This week I’ve watched again the biographical movie “A Beautiful Mind“, based on the biography by Sylvia Nasar ([]).
I don’t know if you have watched as well, but in the movie, when he’s told he’s been awarded the Nobel (actually, The Bank of Sweden Prize in Economic Sciences in Memory of Alfred Nobel) he seems disapointed because of the nature of the prize being the “Nash Equilibrium” and not any of his other mathematical developments. Any idea?.
John Nash’s brief autobiography.
Thanks!
Carrying on with the Taylor’s biography reading, plus some other books I’ve being turning the pages of, I’ve just arrived to an interesting abstract of the last millennium labour productivity history:
1) At the beginning men were machines.
2) Then, machines helped men.
3) Afterwards, machines enslaved men.
4) Finally, men and machines have learned to cooperate.
Until when…?.
Have you ever heard of “scientific management”?. Do you know who Frederick W Taylor was?. Well, you have heard of Henry Ford and the Fordism, so I can tell you he was an amateur compared to Mr Taylor, the father of the infinite search for the efficiency.
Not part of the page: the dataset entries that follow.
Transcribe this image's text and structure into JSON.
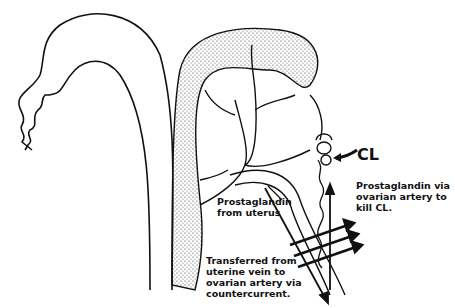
{
  "diagram": {
    "type": "anatomical-illustration",
    "labels": {
      "corpus_luteum": "CL",
      "prostaglandin_ovarian": "Prostaglandin via\novarian artery to\nkill CL.",
      "prostaglandin_uterus": "Prostaglandin\nfrom uterus",
      "countercurrent_transfer": "Transferred from\nuterine vein to\novarian artery via\ncountercurrent."
    },
    "colors": {
      "ink": "#111111",
      "background": "#ffffff"
    }
  }
}
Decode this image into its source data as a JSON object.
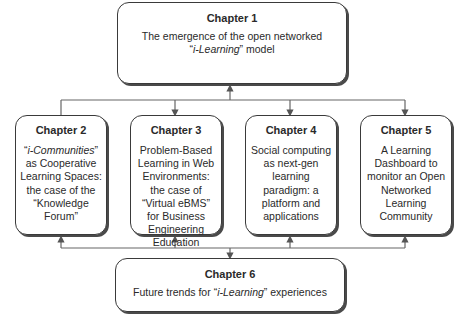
{
  "diagram": {
    "chapters": [
      {
        "title": "Chapter 1",
        "pre": "The emergence of the open networked",
        "quote_open": "“",
        "italic": "i-Learning",
        "quote_close": "”",
        "post": " model"
      },
      {
        "title": "Chapter 2",
        "quote_open": "“",
        "italic": "i-Communities",
        "quote_close": "”",
        "post": " as Cooperative Learning Spaces: the case of the “Knowledge Forum”"
      },
      {
        "title": "Chapter 3",
        "text": "Problem-Based Learning in Web Environments: the case of “Virtual eBMS” for Business Engineering Education"
      },
      {
        "title": "Chapter 4",
        "text": "Social computing as next-gen learning paradigm: a platform and applications"
      },
      {
        "title": "Chapter 5",
        "text": "A Learning Dashboard to monitor an Open Networked Learning Community"
      },
      {
        "title": "Chapter 6",
        "pre": "Future trends for ",
        "quote_open": "“",
        "italic": "i-Learning",
        "quote_close": "”",
        "post": " experiences"
      }
    ],
    "colors": {
      "border": "#3a3a3a",
      "line": "#555555",
      "text": "#2a2a2a"
    }
  }
}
Robert Kanigel (author of ‘Apprentice to Genius’ and ‘The Man Who Knew Infinity’, and a National Book Critics Circle Award nominee and Los Angeles Times Book Prize finalist) has recently published a brilliant biography of Mr Taylor (worth your money).
A freebie: Chapter 1 excerpt.
Keep the productivity up, catch up with the efficiency, rule the world. Mr Taylor would be proud of YOU!.